Featured

Emmy Griffin: College, or Expensive Elementary School?

A recent opinion piece by Wall Street Journal editorial board member Allysia Finley relayed a disturbing fact: The University of California San Diego has a large number of students who struggle with basic math skills like rounding numbers or adding fractions.

UC San Diego is a well-regarded school, with U.S. News & World Report ranking it sixth on a national scale. So why is the admissions office accepting students who can’t pass a basic math exam, thereby requiring the school to offer remedial courses for elementary and middle school levels of math? Officers decided to admit ill-prepared students because they wanted to increase enrollment numbers.

Finley ponders, “Is this an indictment of A) the University of California’s admissions; B) public K-12 schools; C) U.S. News & World Report’s college rankings; or D) all of the above?” She answers, “If you chose D, you’re correct.”

Public school education tends to reward bad teachers who carelessly pass students along to the next grade without ensuring mastery of academic subjects. This has dumbed down the overall results.

U.S. News & World Report’s rankings judge colleges heavily on their graduation and retention rates; they don’t factor in standardized test scores for schools that don’t require them. UC San Diego is one of those schools that doesn’t require test scores, only GPAs.

That method, as Finley points out, has created inflated grading systems. College board tests no longer accurately reflect the academic readiness of students — and these shrinking standards are a national security issue.

If UC San Diego is scooping up non-college-ready students and churning them out with degrees they may or may not be able to use, the question arises: What is the purpose of college?

The purpose used to be to get an education. However, that ideal has slowly shifted over the years. Gen Z’s motivation for college seems to be purely hedonism — they go off to a school to satiate their fleshly desires. Sadly for them, lesbian dance theory isn’t a marketable degree, nor is it an education.

At the end of the day, most colleges are perpetrating a scam on their students. They are literally making young adults pay for courses they should have mastered in elementary, middle, and high school.

This degrades the overall value of colleges and universities. Which, ironically, is why students were clamoring for Joe Biden to force taxpayers to foot their student loan bills. To them, their education wasn’t an investment; it was a financial burden. Too bad they can’t connect the dots.

A recent NBC poll solicited opinions on whether going to college was worth it. The results were that only 33% of respondents believe it is. That’s a huge shift. In 2013, 53% believed college was worth it. So in just 12 years, the positive perception of college’s value has dropped 20 points.

To some extent, colleges are bearing the brunt of the failed K-12 public school system. Furthermore, they’ll be put out of business if something doesn’t change soon. And no, the solution isn’t to import smarter students from abroad.

Public schools, as they are designed now, are incentivized to push students through rather than ensure they have mastered the concepts. Moreover, COVID-era online schooling exposed the utter lack of academic learning, as well as the rampant political indoctrination.

Hence, parents are pulling their kids out of public schools. Since 2020, homeschooling has skyrocketed. Johns Hopkins University School of Education’s Homeschool Hub recently reported that in 2024-2025, the number of parents opting to homeschool increased at an average rate of 5.4%. In fact, a little over a third of U.S. states reported that the number of families opting to homeschool was their highest yet.

With colleges conning uneducated kids into spending thousands of dollars on remedial courses in pursuit of a degree that they may not even be able to use, it’s no wonder that homeschooling and the trades are on the rise.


| EXERCISE DIRECTIONS |
Go through the data and copy every line in which "legend" appears.

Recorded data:
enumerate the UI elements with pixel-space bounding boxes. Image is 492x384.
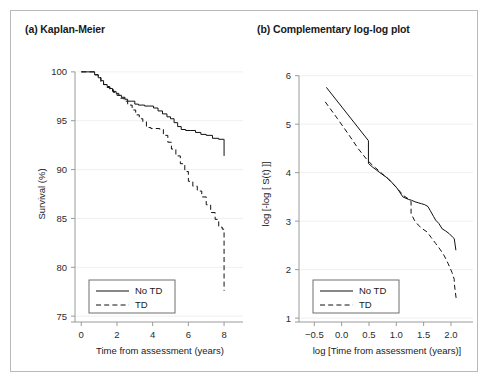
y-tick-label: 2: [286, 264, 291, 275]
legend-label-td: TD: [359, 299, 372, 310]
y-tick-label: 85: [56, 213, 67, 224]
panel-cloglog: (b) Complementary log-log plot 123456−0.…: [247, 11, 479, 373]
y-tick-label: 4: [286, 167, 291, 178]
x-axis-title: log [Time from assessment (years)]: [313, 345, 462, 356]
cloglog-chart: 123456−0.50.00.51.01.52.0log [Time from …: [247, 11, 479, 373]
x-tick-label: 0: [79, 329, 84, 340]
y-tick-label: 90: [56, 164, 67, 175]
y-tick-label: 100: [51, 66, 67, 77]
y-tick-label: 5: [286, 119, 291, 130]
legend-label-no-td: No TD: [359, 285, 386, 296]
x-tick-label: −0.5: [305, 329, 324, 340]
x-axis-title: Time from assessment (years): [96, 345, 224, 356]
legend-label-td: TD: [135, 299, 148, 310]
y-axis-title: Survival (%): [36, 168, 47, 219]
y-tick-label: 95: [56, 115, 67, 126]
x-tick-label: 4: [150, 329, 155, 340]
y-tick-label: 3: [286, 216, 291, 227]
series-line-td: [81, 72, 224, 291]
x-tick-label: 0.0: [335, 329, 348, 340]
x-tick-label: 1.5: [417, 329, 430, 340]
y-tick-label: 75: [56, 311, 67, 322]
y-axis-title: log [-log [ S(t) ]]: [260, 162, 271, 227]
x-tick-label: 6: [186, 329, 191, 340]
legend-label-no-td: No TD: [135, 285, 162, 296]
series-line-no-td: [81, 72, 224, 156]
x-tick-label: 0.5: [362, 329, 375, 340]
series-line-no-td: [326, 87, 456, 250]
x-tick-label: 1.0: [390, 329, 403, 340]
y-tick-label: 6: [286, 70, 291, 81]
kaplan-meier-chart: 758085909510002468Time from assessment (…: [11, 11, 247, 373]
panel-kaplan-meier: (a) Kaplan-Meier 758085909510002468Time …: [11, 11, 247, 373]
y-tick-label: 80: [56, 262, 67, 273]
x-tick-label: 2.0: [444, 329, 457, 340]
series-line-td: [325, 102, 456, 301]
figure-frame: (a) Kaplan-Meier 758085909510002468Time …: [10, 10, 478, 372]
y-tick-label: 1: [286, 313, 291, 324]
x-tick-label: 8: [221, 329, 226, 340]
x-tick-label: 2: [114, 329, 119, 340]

| SOLUTION TO THE EXERCISE |
legend-label-td: TD: [359, 299, 372, 310]
legend-label-no-td: No TD: [359, 285, 386, 296]
legend-label-td: TD: [135, 299, 148, 310]
legend-label-no-td: No TD: [135, 285, 162, 296]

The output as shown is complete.